All throughout the episode, the secret ingredient in a family favorite pie recipe was a lingering mystery. But after Kate and Rebecca shared a rare, but sweet mother-daughter moment, the Pearson matriarch shared the secret with her only daughter, a nice bow to an emotional episode.
Creator Dan Fogelman and the cast were on hand last month for a virtual panel at the Television Critics Association press tour, where they opened up about Rebecca's moving scene.
"We talked about that scene at length," Fogelman revealed on Feb. 11. "It is very much the setup for the back half of the season. It was one of those scenes that we knew was going to take seven minutes of our 42 minutes and 30 seconds of screen time we're allotted every week, and felt worthwhile... I lost my mom -- I lost her quickly and unexpectedly -- but I sometimes try and get inside of if it had been a long, protracted illness that she was at the beginning of, what might have been the thing in a fictional universe she might have wanted to say to me, and I think that's where we drove from a little bit."

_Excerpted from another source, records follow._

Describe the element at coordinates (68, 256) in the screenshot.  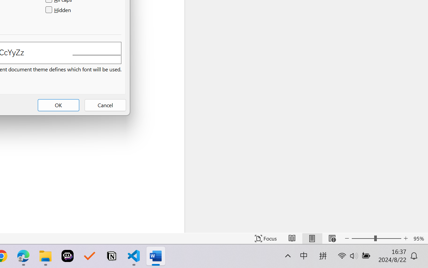
I see `Poe` at that location.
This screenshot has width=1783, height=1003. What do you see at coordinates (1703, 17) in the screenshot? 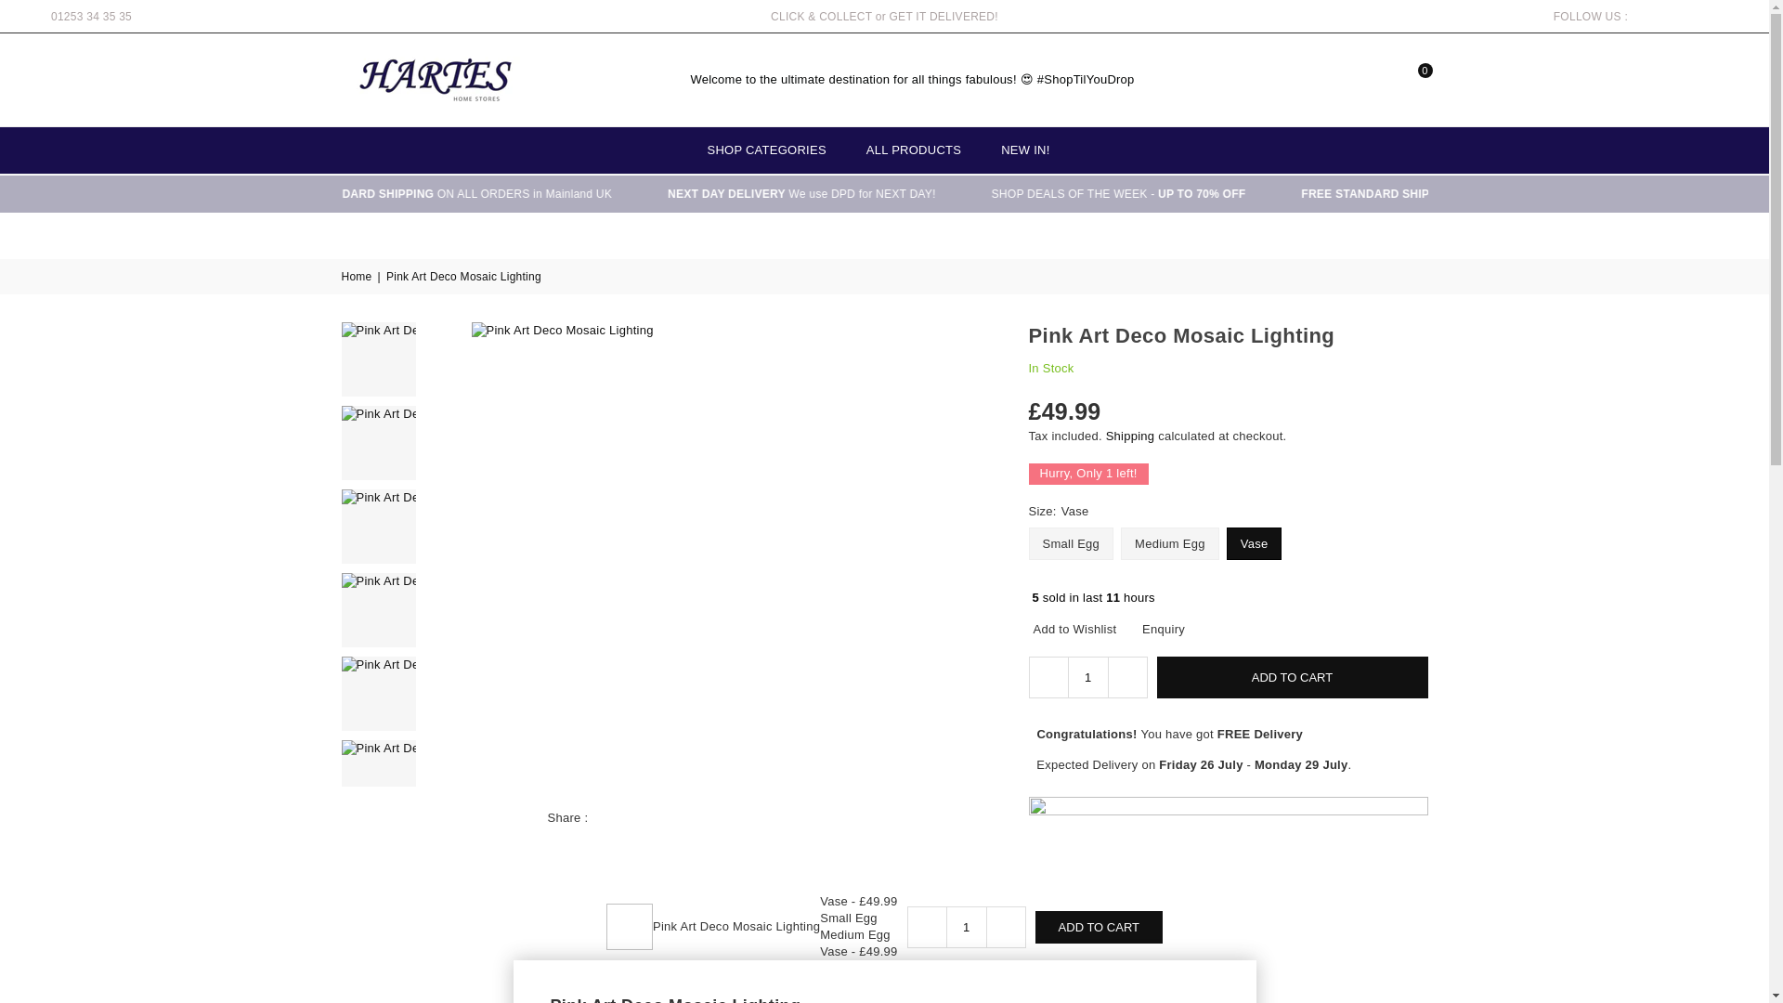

"Mandy was so special that day that our A-camera operator for the life of the series, James Takata, wrote me a note about how he had never felt that kind of connection with an actor in his career at the moment when he was just completely present and filming Mandy do that monologue," he recalled. "And he had never felt that before as an artist... But it was not a kiss-assy note because if it was kiss-assy note, he would have sent it to Mandy and not to me. But it was that kind of scene and we all kind of knew it. I think Justin and Sterling and Chrissy felt it that day on set as well, and Jon being there with her."
Moore acknowledged that it's these types of scenes that make being a part of the show "a gift."
"It's never lost on us, and it's especially not lost on me. As we start to close out the show, I'm like, 'OK, I just want to be fully present,'" she shared on the panel. "I was super nervous because it was a huge -- like four pages of a monologue and it was right before Thanksgiving break. I'm like, 'I've just got to get through this and get to the holiday.' But I get to look in the eyes of these extraordinary people, and Justin and Chrissy and Jon and Sterling. And I get the honor and privilege of saying these words and I have this relationship with everyone. We're truly a family. And so, in that sense, there's such an ease to it of just being able to look at each of them and tell them the truth of what these words really are."
Her castmates also praised her work in that particular scene. Brown remembered sitting around the table while Moore did her work, "My first reaction was to just applaud. I, like, clapped in my seat... And then I got up and walked around the corner because we were in the cabin and I walked into the kitchen and I did what Mandy would do in season 1. She'd do this thing when she'd get ready and she'd throw her arms down and... [demonstrating]. But I was doing it out of the joy, like, 'This chick is f**king killing it, son.' That's a scene that I was like, Mandy Moore -- and I want to wax poetically about it for a second -- she's played herself from about 16 to 80-something and without batting an eyelash. Being the youngest member of our cast, but seamlessly going through time over the past six years. She's a killer, man, and that scene really, really touched me."
Added Huertas: "I think before you started clapping there was this really long breath before that that all of us took. I think it was rehearsal, it wasn't even when we were filming. And she brought it so hard in just the rehearsal that we were all in awe. Mandy, you really got all of us that day and that's probably the thing that moved me the most, especially in the moment." Hartley noted that when they read Moore's monologue in the script "you go, 'I cannot wait to see what this actor does with this. And you're impressed every single time, but you're not surprised."
This Is Us airs Tuesdays at 9 p.m. ET/PT on NBC. For more, watch below.